Introduction: Animal-induced models are necessary to bridge the translational gap between transgenic models and clinical trials. Although several models are standard, experimental designs differ, and protocols are not standardized.
Methods: A PRISMA-guided search was performed in PubMed, Embase, and Cochrane, and 60 studies with Aβ1-42 injected into rats were included. Primary outcomes were rat strain, sex, injection site, and dose. Secondary outcomes followed the time between induction and cognitive testing. Data was analyzed using JASP statistics program and applying descriptive statistics, t-tests, chi-square, and correlations.
Results: Bilateral injections showed up in 65% of the studies, most often in Wistar rats (64%), and hit either the intracerebroventricular (i.c.v., 48.7%) or intrahippocampal (i.h.c., 51.3%) regions. Most unilateral models—85.7%—used i.c.v. injections. On average, researchers injected 3.8 ± 2.1 µl in bilateral setups and 4.9 ± 2.6 µl in unilateral ones. They ran behavior tests about 18.4 ± 10.6 days after bilateral and 20.7 ± 12.9 days after unilateral injections. Statistically, those differences were not significant (p > 0.05).

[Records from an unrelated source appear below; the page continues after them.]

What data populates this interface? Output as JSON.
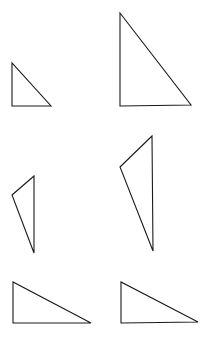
{
  "diagram": {
    "background": "#ffffff",
    "stroke_color": "#1a1a1a",
    "triangles": [
      {
        "id": "triangle-1",
        "row": 1,
        "col": 1,
        "type": "right-triangle-small",
        "points": "12,63 12,106 51,106"
      },
      {
        "id": "triangle-2",
        "row": 1,
        "col": 2,
        "type": "right-triangle-large",
        "points": "120,13 120,106 191,105"
      },
      {
        "id": "triangle-3",
        "row": 2,
        "col": 1,
        "type": "obtuse-triangle-small",
        "points": "34,176 12,195 34,253"
      },
      {
        "id": "triangle-4",
        "row": 2,
        "col": 2,
        "type": "obtuse-triangle-large",
        "points": "152,136 120,167 153,251"
      },
      {
        "id": "triangle-5",
        "row": 3,
        "col": 1,
        "type": "right-triangle-wide",
        "points": "13,282 13,323 91,323"
      },
      {
        "id": "triangle-6",
        "row": 3,
        "col": 2,
        "type": "right-triangle-wide",
        "points": "121,282 121,323 198,322"
      }
    ]
  }
}
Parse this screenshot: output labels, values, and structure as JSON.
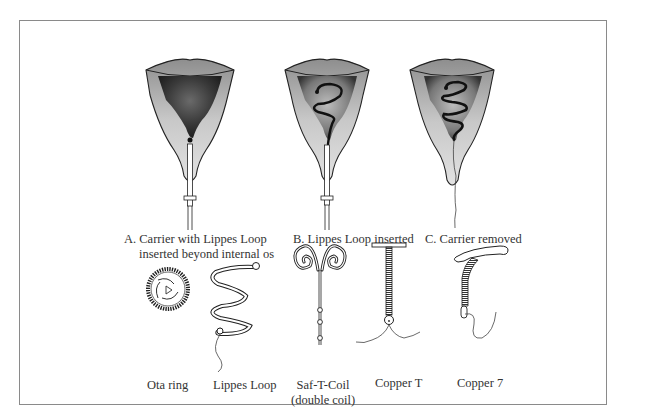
{
  "figure": {
    "top_row": {
      "panels": [
        {
          "id": "A",
          "label_line1": "A.  Carrier with Lippes Loop",
          "label_line2": "inserted beyond internal os"
        },
        {
          "id": "B",
          "label_line1": "B.  Lippes Loop inserted"
        },
        {
          "id": "C",
          "label_line1": "C.  Carrier removed"
        }
      ]
    },
    "bottom_row": {
      "devices": [
        {
          "name": "Ota ring"
        },
        {
          "name": "Lippes Loop"
        },
        {
          "name": "Saf-T-Coil",
          "subtitle": "(double coil)"
        },
        {
          "name": "Copper T"
        },
        {
          "name": "Copper 7"
        }
      ]
    },
    "colors": {
      "frame": "#8a8a8a",
      "ink": "#2a2a2a",
      "tissue_light": "#d9d9d9",
      "tissue_dark": "#4a4a4a"
    }
  }
}
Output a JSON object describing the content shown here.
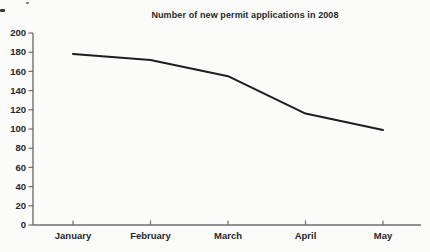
{
  "chart_data": {
    "type": "line",
    "title": "Number of new permit applications in 2008",
    "categories": [
      "January",
      "February",
      "March",
      "April",
      "May"
    ],
    "values": [
      178,
      172,
      155,
      116,
      99
    ],
    "xlabel": "",
    "ylabel": "",
    "ylim": [
      0,
      200
    ],
    "ytick_step": 20,
    "grid": false,
    "legend": "none",
    "line_color": "#1d1e20",
    "axis_color": "#6e6f71",
    "text_color": "#26272a"
  }
}
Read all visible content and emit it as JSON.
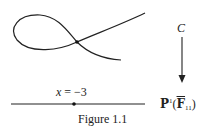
{
  "figure": {
    "caption": "Figure 1.1",
    "curve_label": "C",
    "point_label": "x = −3",
    "point_label_var": "x",
    "point_label_rest": " = −3",
    "base_label": {
      "space": "P",
      "superscript": "1",
      "field": "F",
      "subscript": "11"
    },
    "elements": {
      "curve": "nodal-cubic-curve",
      "node_point": "node-at-x-minus-3",
      "base_line": "projective-line",
      "arrow": "projection-map-arrow"
    }
  }
}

Conclusions: The field still lacks a standard way to run Aβ₁–₄₂-based Alzheimer’s models. Even when timing and doses line up, choices around animal strain, injection site, and laterality vary widely. Establishing standardized reference parameters—dose, site, and timing—appears critical to enhance reproducibility and strengthen the translational validity of preclinical Alzheimer’s research.